From a conservation standpoint, Annie’s top priorities have been managing soil health and conserving water and energy. Toward that end, Dee River Ranch has extensively used no-till cultivation and cover cropping on the cropland in the operation. In recent years, she has experimented with using a variety of different species in her cover crop seed mixture, to generate a variety of useful micro-organisms and structure in the fields’ topsoil. In recent years, her inclusion of tillage radishes and other edible greens in her cover crop seed mixture has brought gleaners from up to 60 miles away out to harvest those plants. They have several riparian buffers in sensitive locations on the farm to reduce fertilizer runoff into surface water. On the livestock side, she has introduced improved grass seed varieties mixed with native grasses to improve forage quality and soil and water retention properties.
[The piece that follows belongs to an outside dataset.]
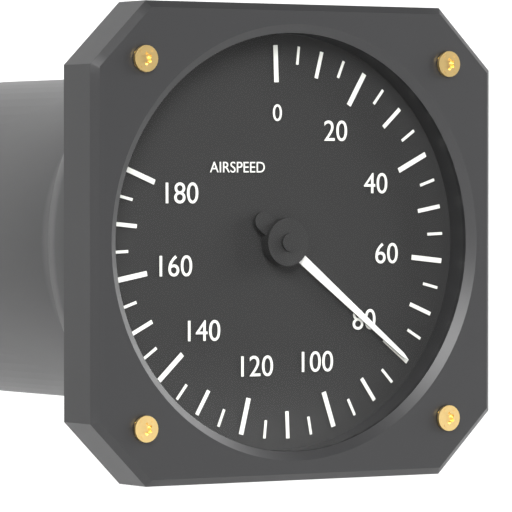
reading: 80 (no unit)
In adopting many of these practices, she has enrolled in both of USDA’s major working lands conservation programs, EQIP and CSP, to receive financial assistance as well as utilizing technical assistance from Alabama NRCS staff. She also works with extension faculty at Auburn University and Mississippi State University to try new innovative practices and technologies.

The use of irrigation is relatively rare in the state of Alabama. As of 2018, less than two percent of all cropland in the state was irrigated. However, Annie and Mike built their first small reservoir in 2011, allowing them to irrigate 300 acres of corn. Today, their irrigation system covers nearly 3,000 acres. The farm uses GPS technology to improve the efficiency of the application of inputs like fertilizers and other agricultural chemicals. They are now experimenting with new technology to help them apply water from their center pivot irrigation sites when their crops need it, rather than on a routine schedule.
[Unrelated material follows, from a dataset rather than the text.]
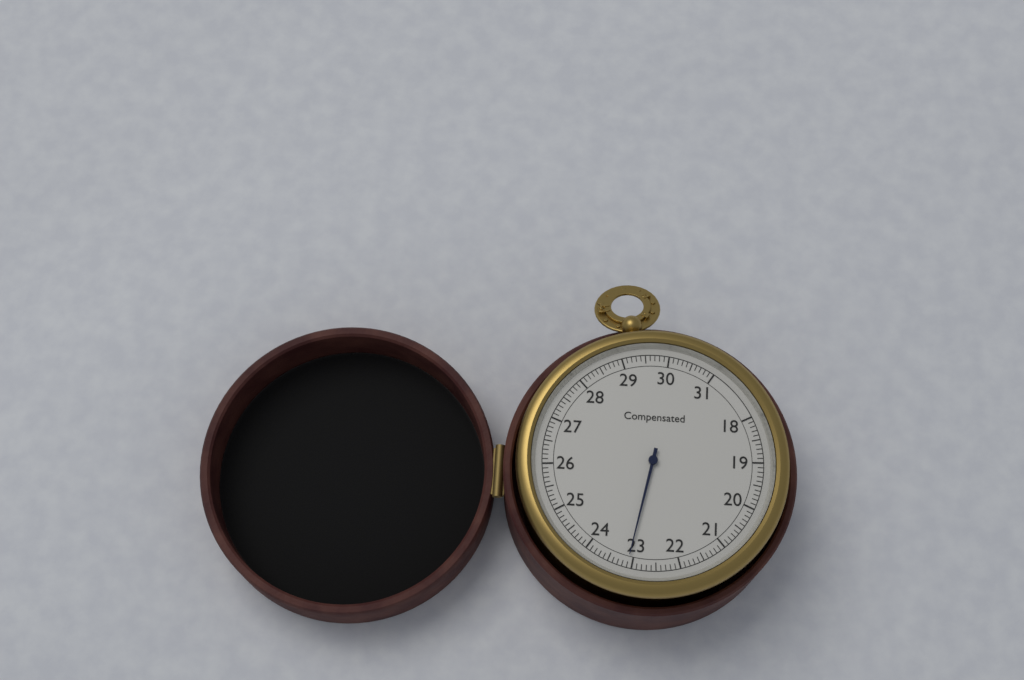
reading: 23.1 (no unit)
The decisions made by Annie, Mike, Seth, and Jesse to utilize a range of conserving agricultural practices on Dee River Ranch over the years has helped them not only survive financially but thrive. When they started their Dee River Ranch operation in 1989, their average corn yields were around 140 bushels per acre. Today, with the availability of irrigation and improved soil health due to their conservation practices, their corn yields average 220 bushels per acre, a nearly 60 percent increase over 30 years. That figure is 30 percent higher than the average gain in corn yield nationally over the same period. They achieved this position in part by taking advantage of the financial and technical assistance available to all farmers and thinking about their operation on a long-term, strategic basis.

Field Notes

The Chicago Council is pleased to launch a new blog series, "Breaking Ground," to explore how food systems innovation and agricultural research and development can empower farmers and feed the world. A special subsection of this series, "Field Notes," features voices from Feed the Future Innovation Labs and CGIAR centers.

About the Authors
Annie Dee
Co-Farm Ambassador from Alabama, Farm Journal Foundation and co-owner, Dee River Ranch
Annie Dee, Co-Farm Ambassador from Alabama, Farm Journal Foundation and co-owner, Dee River Ranch
Senior Policy Adviser, Farm Journal Foundation
Stephanie Mercier is pictured from the shoulders-up wearing a blue sweater over a black button-down.
Dr. Stephanie Mercier is a Principal at Agricultural Perspectives, an independent agricultural policy consulting firm. She is also currently serving as a Senior Policy Adviser at the Farm Journal Foundation.
Stephanie Mercier is pictured from the shoulders-up wearing a blue sweater over a black button-down.